"Good heaven!" cried Cecilia, extremely moved, "is it then your own money for which you sue thus humbly?"

"Yes, madam, for my own just and honest money, as his honour knows, and will tell you himself."

"Impossible!" cried Cecilia, "he cannot know it; but I will take care he shall soon be informed of it. How much is the bill?"

"Two-and-twenty pounds, madam."

"What, no more?"

"Ah, madam, you gentlefolks little think how much that is to poor people! A hard working family, like mine, madam, with the help of 20 pounds will go on for a long while quite in paradise."

"Poor worthy woman!" cried Cecilia, whose eyes were filled with tears of compassion, "if 20 pounds will place you in paradise, and that 20 pounds only your just right, it is hard, indeed, that you should be kept without it; especially when your debtors are too affluent to miss it. Stay here a few moments, and I will bring you the money immediately."

Away she flew, and returned to the breakfast room, but found there only Mr Arnott, who told her that Mr Harrel was in the library, with his sister and some gentlemen. Cecilia briefly related her business, and begged he would inform Mr Harrel she wished to speak to him directly. Mr Arnott shook his head, but obeyed.

They returned together, and immediately.

"Miss Beverley," cried Mr Harrel, gaily, "I am glad you are not gone, for we want much to consult with you. Will you come up stairs?"

"Presently," answered she; "but first I must speak to you about a poor woman with whom I have accidentally been talking, who has begged me to intercede with you to pay a little debt that she thinks you have forgotten, but that probably you have never heard mentioned."

"A debt?" cried he, with an immediate change of countenance, "to whom?"

"Her name, I think, is Hill; she is wife to the carpenter you employed about a new temple at Violet-Bank."

"O, what--what, that woman?--Well, well, I'll see she shall be paid. Come, let us go to the library."

"What, with my commission so ill executed? I promised to petition for her to have the money directly."

"Pho, pho, there's no such hurry; I don't know what I have done with her bill."

"I'll run and get another."

"O upon no account! She may send another in two or three days. She deserves to wait a twelvemonth for her impertinence in troubling you at all about it."

"That was entirely accidental: but indeed you must give me leave to perform my promise and plead for her. It must be almost the same to you whether you pay such a trifle as 20 pounds now or a month hence, and to this poor woman the difference seems little short of life or death, for she tells me her husband is dying, and her children are half-famished; and though she looks an object of the cruellest want and distress herself, she appears to be their only support."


Pull every line from the records that has the word "name" in it.
- - - -
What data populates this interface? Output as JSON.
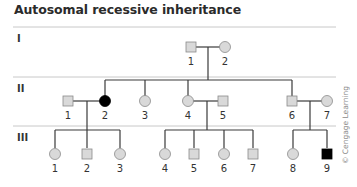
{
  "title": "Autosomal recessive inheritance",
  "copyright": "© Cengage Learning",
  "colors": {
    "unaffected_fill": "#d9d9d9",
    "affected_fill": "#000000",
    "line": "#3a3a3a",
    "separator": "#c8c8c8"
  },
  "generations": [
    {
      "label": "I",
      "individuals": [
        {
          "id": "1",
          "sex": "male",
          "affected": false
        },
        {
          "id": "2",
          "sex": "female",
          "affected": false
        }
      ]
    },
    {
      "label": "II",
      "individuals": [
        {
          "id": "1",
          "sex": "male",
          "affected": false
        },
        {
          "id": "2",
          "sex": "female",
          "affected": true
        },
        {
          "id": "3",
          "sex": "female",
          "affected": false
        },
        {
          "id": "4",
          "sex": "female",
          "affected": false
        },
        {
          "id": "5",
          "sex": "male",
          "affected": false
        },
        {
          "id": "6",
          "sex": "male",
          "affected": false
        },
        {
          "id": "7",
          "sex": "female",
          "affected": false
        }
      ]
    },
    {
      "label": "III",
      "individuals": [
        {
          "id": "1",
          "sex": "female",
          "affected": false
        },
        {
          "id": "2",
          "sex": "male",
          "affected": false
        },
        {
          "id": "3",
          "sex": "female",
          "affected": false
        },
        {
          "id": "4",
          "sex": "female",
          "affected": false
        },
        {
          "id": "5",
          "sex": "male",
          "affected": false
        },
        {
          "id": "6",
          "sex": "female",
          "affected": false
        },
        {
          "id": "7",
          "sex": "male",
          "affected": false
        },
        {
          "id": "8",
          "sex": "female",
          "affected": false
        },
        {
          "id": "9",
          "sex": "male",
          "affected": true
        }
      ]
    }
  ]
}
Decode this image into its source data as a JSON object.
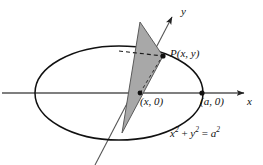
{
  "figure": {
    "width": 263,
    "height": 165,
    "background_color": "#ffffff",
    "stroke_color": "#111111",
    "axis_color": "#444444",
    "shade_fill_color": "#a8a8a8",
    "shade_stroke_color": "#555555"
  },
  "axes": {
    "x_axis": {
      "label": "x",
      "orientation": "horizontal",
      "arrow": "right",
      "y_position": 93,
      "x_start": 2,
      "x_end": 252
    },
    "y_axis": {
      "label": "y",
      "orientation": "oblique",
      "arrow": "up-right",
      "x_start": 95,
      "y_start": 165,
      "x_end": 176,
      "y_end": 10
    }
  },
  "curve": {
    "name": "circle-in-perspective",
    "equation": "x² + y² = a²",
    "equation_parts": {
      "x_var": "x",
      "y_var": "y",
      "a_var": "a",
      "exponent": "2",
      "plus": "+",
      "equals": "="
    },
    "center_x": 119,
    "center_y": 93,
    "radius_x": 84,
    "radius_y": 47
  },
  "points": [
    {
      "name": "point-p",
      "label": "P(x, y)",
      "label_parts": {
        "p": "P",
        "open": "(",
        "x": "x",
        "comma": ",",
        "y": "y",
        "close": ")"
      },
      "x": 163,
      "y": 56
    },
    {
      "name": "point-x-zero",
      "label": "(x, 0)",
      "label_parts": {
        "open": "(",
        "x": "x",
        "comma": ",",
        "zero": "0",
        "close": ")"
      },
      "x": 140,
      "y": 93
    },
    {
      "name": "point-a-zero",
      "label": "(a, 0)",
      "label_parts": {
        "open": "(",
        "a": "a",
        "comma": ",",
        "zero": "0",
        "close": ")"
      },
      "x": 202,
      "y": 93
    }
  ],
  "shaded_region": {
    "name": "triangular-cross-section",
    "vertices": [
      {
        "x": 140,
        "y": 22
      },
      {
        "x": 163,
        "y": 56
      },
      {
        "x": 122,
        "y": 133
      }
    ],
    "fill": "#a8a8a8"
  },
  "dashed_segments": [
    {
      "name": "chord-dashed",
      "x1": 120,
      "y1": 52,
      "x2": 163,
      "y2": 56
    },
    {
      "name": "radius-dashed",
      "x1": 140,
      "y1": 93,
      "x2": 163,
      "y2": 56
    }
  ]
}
- - - -
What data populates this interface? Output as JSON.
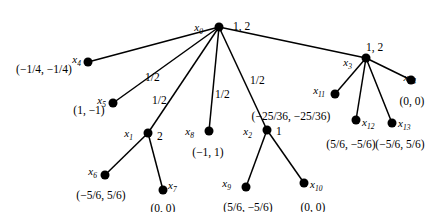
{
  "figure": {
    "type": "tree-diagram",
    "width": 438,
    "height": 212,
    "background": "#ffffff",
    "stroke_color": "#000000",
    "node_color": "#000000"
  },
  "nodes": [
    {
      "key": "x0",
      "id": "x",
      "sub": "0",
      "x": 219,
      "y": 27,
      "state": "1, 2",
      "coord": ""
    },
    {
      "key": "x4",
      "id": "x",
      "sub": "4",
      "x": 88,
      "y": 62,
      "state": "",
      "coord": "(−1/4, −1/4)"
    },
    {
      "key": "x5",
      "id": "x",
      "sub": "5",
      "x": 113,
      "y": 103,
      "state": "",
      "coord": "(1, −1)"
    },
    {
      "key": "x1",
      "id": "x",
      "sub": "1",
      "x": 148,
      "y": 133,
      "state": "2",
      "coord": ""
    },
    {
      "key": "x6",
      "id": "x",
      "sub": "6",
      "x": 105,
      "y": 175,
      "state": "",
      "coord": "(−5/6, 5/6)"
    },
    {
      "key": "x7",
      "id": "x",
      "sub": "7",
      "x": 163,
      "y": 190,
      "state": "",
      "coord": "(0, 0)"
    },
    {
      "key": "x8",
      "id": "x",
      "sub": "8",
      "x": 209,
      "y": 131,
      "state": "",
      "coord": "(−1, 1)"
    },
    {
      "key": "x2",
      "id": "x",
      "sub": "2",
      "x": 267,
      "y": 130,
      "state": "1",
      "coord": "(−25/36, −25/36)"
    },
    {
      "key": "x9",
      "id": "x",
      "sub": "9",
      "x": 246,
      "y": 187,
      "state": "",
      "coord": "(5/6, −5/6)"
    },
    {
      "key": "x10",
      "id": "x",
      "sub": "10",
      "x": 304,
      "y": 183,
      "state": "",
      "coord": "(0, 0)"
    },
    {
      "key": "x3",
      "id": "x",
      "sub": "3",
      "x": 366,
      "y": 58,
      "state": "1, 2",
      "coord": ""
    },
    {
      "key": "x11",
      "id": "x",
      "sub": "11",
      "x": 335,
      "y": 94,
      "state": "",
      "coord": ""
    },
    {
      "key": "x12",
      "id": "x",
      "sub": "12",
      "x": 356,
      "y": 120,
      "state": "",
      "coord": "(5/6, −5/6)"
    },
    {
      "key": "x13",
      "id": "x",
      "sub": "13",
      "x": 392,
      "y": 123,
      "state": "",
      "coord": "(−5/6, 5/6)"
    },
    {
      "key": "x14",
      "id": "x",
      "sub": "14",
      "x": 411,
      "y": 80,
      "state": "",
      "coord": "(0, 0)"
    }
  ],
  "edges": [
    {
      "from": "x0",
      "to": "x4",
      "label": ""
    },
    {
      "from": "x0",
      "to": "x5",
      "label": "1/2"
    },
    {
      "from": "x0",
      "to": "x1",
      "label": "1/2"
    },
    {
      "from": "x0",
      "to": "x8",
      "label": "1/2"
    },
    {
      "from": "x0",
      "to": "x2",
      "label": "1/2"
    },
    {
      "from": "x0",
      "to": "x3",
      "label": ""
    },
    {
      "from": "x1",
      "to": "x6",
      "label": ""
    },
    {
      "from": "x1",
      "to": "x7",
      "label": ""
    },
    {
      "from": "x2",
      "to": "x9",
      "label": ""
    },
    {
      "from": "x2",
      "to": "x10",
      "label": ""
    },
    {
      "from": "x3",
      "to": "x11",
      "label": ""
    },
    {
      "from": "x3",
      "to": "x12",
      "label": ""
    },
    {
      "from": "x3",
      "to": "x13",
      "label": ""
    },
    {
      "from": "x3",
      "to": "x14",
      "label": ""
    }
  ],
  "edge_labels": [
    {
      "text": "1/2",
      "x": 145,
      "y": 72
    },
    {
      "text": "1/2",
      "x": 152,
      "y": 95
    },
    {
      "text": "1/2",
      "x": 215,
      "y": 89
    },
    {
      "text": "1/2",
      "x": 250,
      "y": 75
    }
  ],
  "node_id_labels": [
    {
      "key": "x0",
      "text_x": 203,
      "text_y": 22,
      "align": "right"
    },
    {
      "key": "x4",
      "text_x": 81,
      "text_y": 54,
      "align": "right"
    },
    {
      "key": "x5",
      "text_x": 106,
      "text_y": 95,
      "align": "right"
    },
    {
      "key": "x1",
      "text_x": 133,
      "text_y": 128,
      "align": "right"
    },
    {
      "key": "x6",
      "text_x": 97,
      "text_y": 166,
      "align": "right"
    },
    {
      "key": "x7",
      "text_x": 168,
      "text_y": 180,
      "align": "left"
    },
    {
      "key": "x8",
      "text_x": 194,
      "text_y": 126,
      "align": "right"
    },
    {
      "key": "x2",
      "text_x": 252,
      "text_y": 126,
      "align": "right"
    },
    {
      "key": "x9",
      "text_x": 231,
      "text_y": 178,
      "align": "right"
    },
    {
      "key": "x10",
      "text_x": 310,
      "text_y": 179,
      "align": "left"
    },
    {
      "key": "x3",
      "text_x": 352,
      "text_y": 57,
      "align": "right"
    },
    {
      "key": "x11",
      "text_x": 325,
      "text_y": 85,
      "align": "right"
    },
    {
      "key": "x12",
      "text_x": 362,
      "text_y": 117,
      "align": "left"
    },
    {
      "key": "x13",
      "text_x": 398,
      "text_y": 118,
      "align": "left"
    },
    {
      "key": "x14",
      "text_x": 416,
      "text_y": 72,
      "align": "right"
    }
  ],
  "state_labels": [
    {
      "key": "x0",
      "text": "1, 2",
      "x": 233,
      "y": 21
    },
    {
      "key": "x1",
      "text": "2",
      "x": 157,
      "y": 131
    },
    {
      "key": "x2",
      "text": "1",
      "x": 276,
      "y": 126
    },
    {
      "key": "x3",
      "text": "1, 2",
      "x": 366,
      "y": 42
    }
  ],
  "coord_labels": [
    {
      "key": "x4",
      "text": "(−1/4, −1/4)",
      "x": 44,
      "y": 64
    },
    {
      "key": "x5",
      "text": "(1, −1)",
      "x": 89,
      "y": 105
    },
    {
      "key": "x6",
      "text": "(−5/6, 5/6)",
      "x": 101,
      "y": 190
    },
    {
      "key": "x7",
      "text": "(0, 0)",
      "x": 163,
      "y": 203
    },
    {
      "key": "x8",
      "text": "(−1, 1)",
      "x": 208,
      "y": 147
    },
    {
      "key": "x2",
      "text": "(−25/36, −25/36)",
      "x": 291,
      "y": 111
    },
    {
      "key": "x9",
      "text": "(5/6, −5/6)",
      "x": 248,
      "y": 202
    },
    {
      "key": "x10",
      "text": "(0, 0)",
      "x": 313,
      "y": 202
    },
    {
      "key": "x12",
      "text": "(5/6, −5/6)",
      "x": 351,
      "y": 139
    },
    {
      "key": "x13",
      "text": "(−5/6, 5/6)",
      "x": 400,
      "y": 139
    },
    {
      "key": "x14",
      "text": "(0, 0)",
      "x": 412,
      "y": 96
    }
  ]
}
- - - -
(ANSWER TO THE EXERCISE)
    "name": "circle-in-perspective",
      "name": "point-p",
      "name": "point-x-zero",
      "name": "point-a-zero",
    "name": "triangular-cross-section",
      "name": "chord-dashed",
      "name": "radius-dashed",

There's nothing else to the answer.